The publication marks the conclusion of a three-year process that began in a live clinical environment. In 2023, Magentus partnered with Sonic Healthcare to deploy Australia’s first FHIR-based diagnostic requesting solution, going live at Sullivan Nicolaides Pathology, the remainder of Sonic Healthcare labs, Healius, and Australian Clinical Labs. The solution has also extended into radiology through Queensland X-Ray. Approximately 90% of the final national standard reflects that original design.

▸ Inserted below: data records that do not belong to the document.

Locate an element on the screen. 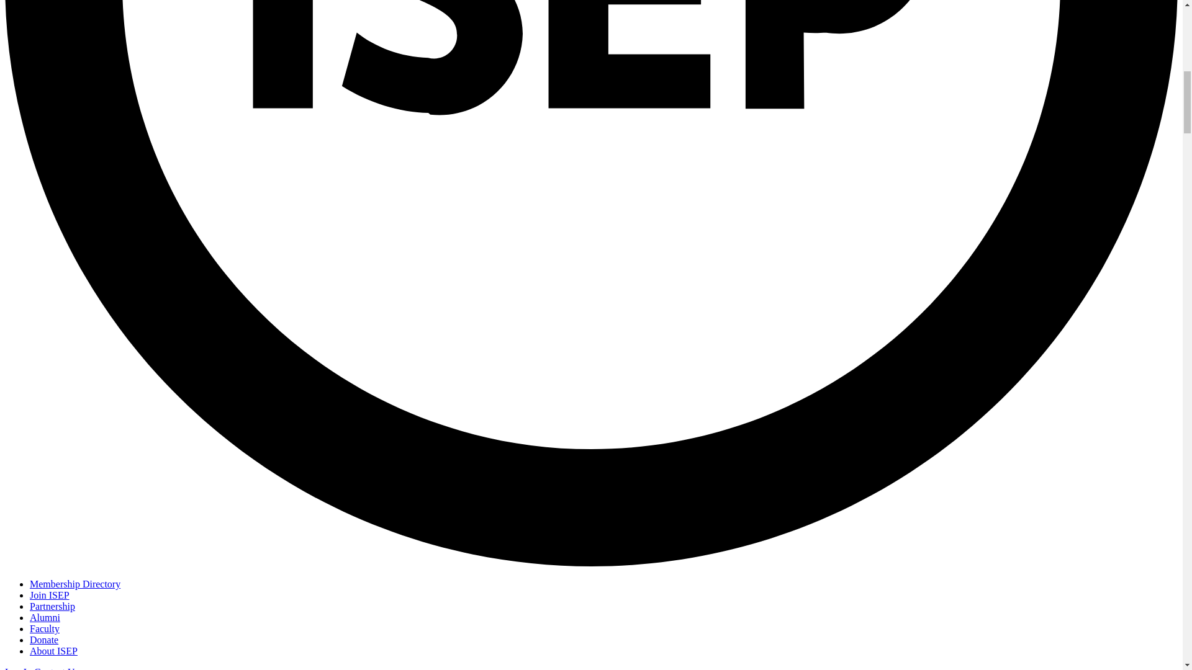 Image resolution: width=1192 pixels, height=670 pixels. Log In is located at coordinates (19, 669).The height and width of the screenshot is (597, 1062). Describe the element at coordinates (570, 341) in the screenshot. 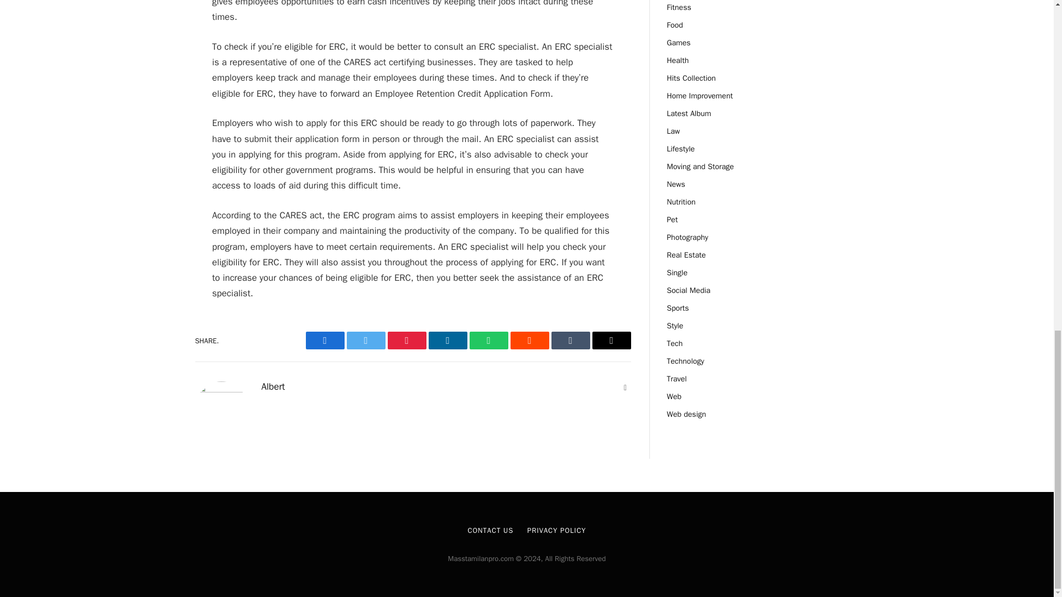

I see `Tumblr` at that location.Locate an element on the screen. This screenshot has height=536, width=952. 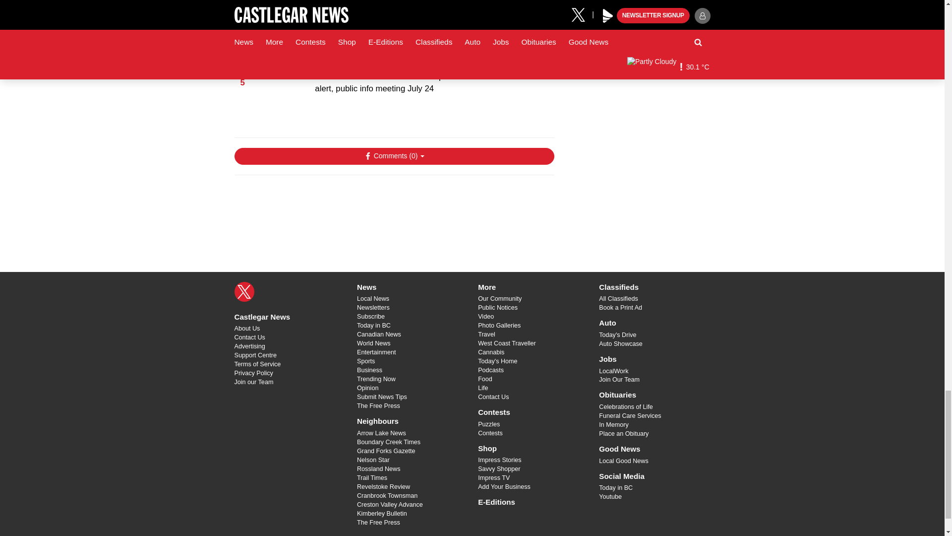
X is located at coordinates (244, 292). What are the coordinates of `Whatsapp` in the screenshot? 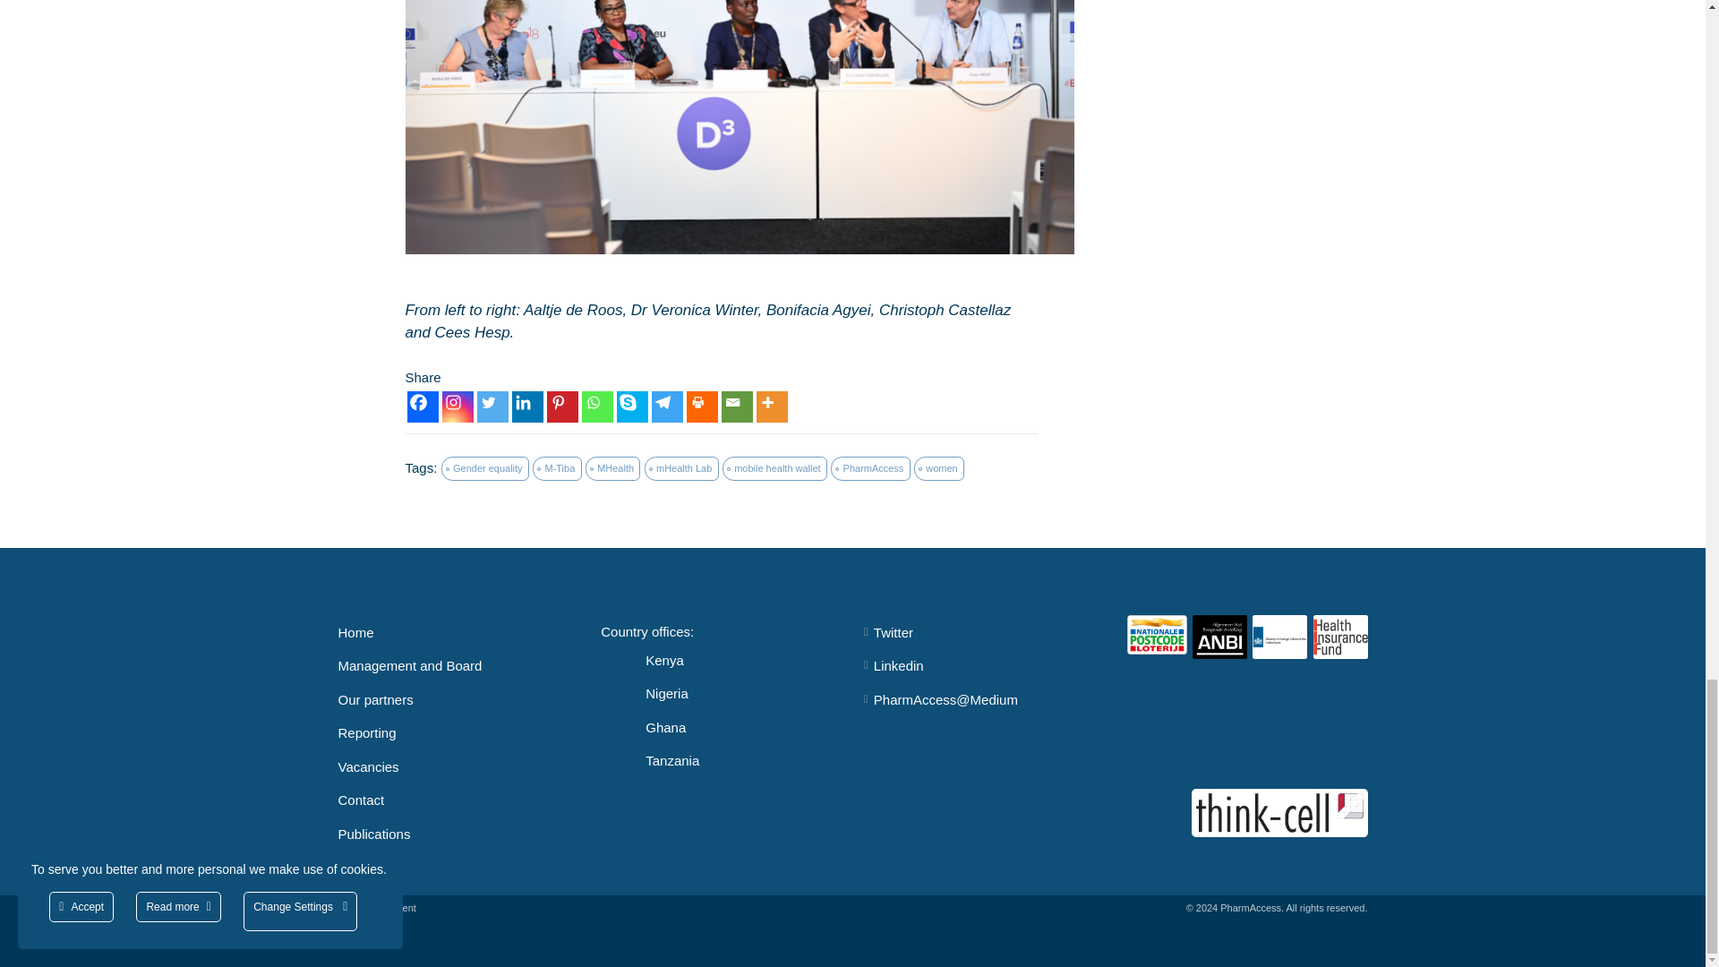 It's located at (598, 407).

“We went into this with a working system and real clinical data behind us,” said Michael Strachan, Magentus Head of Strategic Partnerships. “The fact that the standard has come back looking so much like what we built in production is a validation of that approach. But more importantly, it’s a validation of what three years of industry scrutiny, testing, and collaboration can do to make something genuinely robust. This is not a standard that was designed in isolation and handed to the market, it was shaped by real users in real settings.”
From Workflow Problem to Open Infrastructure
What distinguishes AU eRequesting from earlier Australian FHIR standards is its scope. Where previous work established foundational data models and patient record structures, this standard specifies a complete clinical workflow: how a request is structured, how it travels, how status updates return to the requesting clinician, and how patients are kept informed.
“It is about collaborative healthcare, not just connected data,” Strachan said. “The diagnostic request is one of the most common interactions in healthcare, and for too long it has run on paper, fax, and manual follow-up. This standard defines that interaction as an open, digital interface that any software vendor can implement. Quality of service and patient value will be what drives uptake and competition from here, not proprietary lock-in.”
The standard was refined through the Sparked FHIR Accelerator, a national initiative coordinated by the Australian Digital Health Agency, the Department of Health and Aged Care, CSIRO, and HL7 Australia. Magentus and Australia’s major diagnostic organisations participated across working groups, Connectathon testing events, and public consultation rounds. Dr Andy Bond, Magentus’s interoperability lead and a HL7 Australia board member, has had a key role in stress-testing the specification alongside peers from across the sector.
What Comes Next
HL7 Australia spokesperson Kate Ebrill said AU eRequesting is a significant milestone for Australian digital health. “We have published foundational standards before, but this is the first time we have specified an actual clinical service. This is a complete, end-to-end workflow that any vendor can implement today.
“This standard has been stress-tested against two years of production implementation, reviewed by major diagnostic organisations in the country, and refined through open technical scrutiny. AU eRequesting is proof that implementation-led, community-driven standards development works. That process produces something the sector will actually use, and we hope it sets the model for what comes next.”
Michael Strachan said that although getting to Release 1.0 is a meaningful achievement, it’s by no means the finish line. “Wide adoption across practices and diagnostic providers is harder work than setting the standard, and it will take sustained effort from vendors, providers, and policy setters. What we do have now is a foundation that the whole sector helped build and the whole sector has endorsed, which makes for a solid starting point.”
Magentus has committed to continued participation in the standard’s evolution as it moves through the trial-use phase and real-world implementation expands.